Saturday, January 23, 2016

Roland Sodowsky- A Poem



Proteus

sailed in last night from parts west
Wichita, Boise, someplace out there 

and on a whim over the neighbor’s house

bodied from cumulonimbus to water
split into 6 billion raindrops     hit the roof
tore a hole     tossed a tarn in the attic
ran down    soaked the Persian rug    back on top
gathered to endless sheet flat as you please

gleefulled down the shingles     eaves trough
transmogrified to noisy snake    slithered
toward the downspout    right-angled in

between our houses reformed to pond
surged across the yard    percolated the dirt
drenched roots rocks    giggled at fleeing worms
seeped below and through our walls

chortled like Loki into the basement
under the dryer     outraged an heirloom trunk
ruined a mattress    floated litter box to sump   
pool-altered    resnaked (skinnier this time)

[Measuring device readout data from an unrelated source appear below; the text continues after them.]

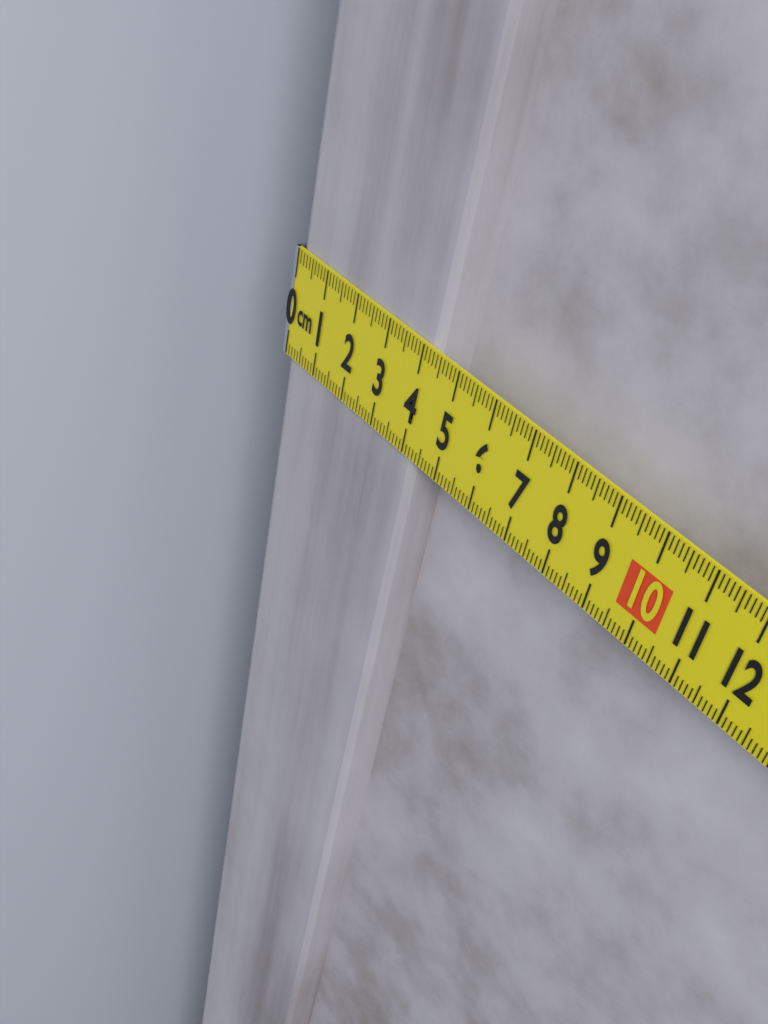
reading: 4.3 cm
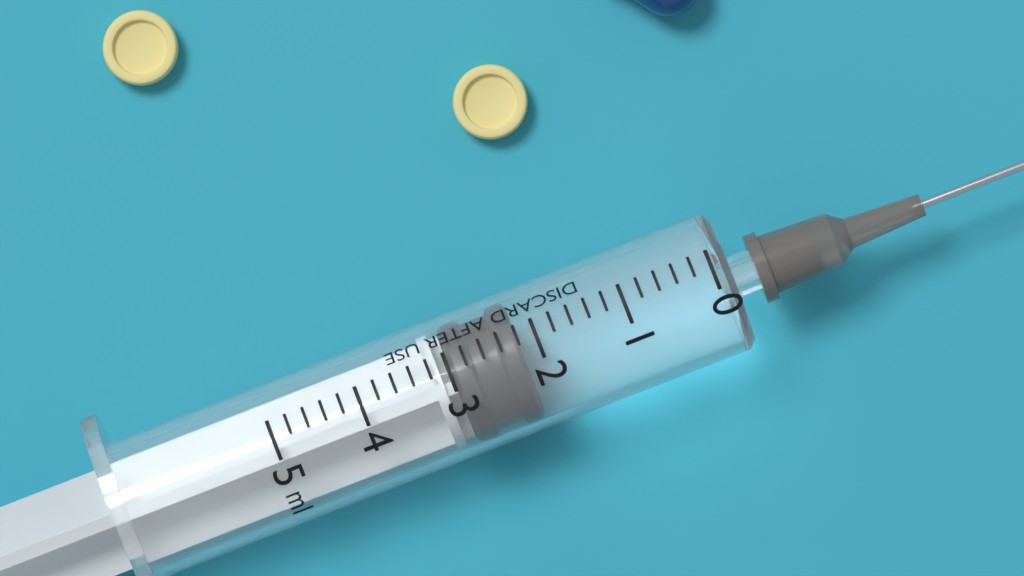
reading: 2.2 ml
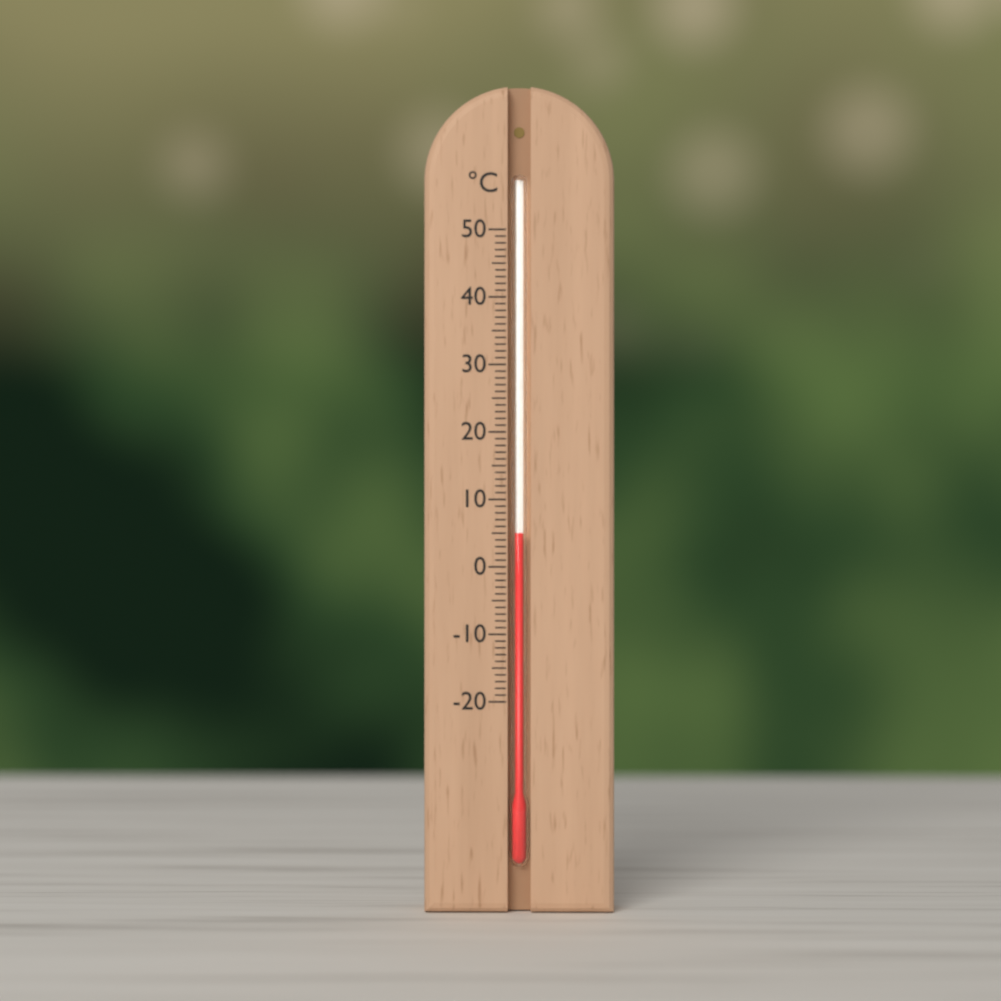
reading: 5 °C
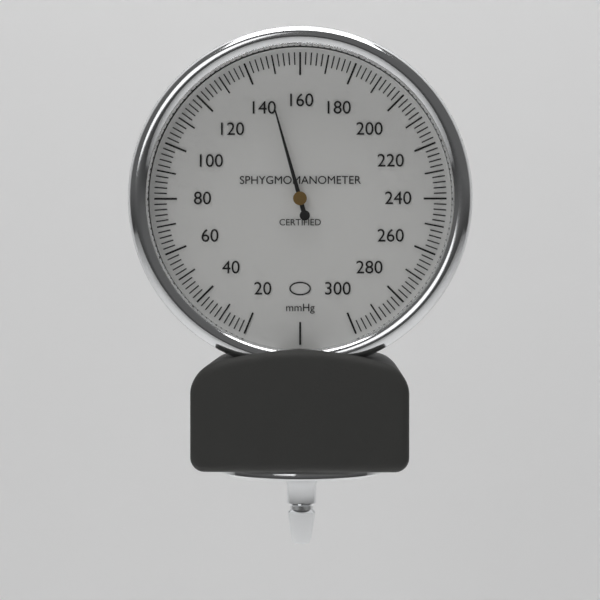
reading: 146 mmHg
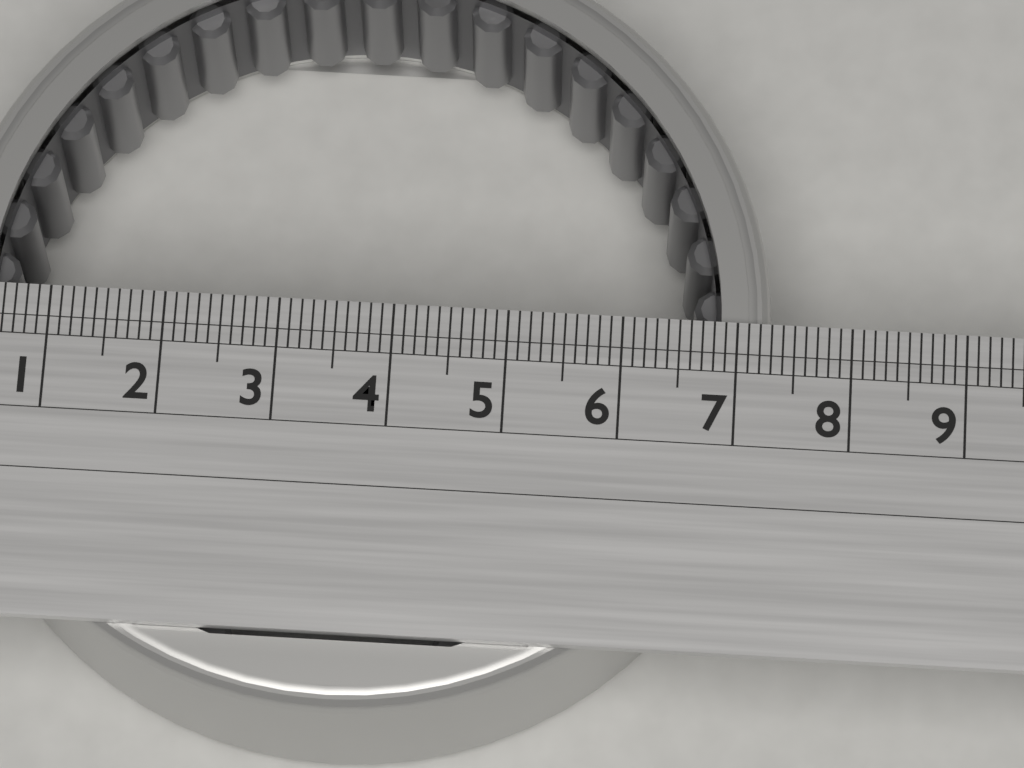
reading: 7.3 (no unit)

writhed up through the pipe and outside    laked    
laughed with the frogs    berserked the gutter   
launched forty garbage cans    roiled into creek
   
swamp some cars he thought as he rivered
whack a bridge    next week what?    waterspout
avalanche    herd the damned seals    ice cubes



Roland Sodowsky grew up on a small ranch in western Oklahoma.  He has three degrees from Oklahoma State University and studied Old High German as a Fulbright Scholar in Germany.  He has taught linguistics, literature, and creative writing at OSU, the University of Calabar in Nigeria, the University of Texas, Sul Ross State University, and Missouri State University. He has published poetry, short stories, or novellas in Atlantic Monthly, American Literary Review, Glimmer Train, Midwest Quarterly,  and many other literary magazines.  His collection of short stories, Things We Lose (U. Missouri Pr), won the Associated Writing Programs' Award for Short Fiction.  He received the National Cowboy Hall of Fame Short Fiction Award for Interim in the Desert (TCU Pr), the Coordinating Council of Literary Magazines-General Electric Award for fiction, and has been a recipient of a National Endowment for the Arts award.  Now retired from Missouri State, he and his wife, the poet Laura Lee Washburn, live in Pittsburg, Kansas when he, his brother, and his son are not engaged in a continuing battle with the mesquites and cedars on their family homestead.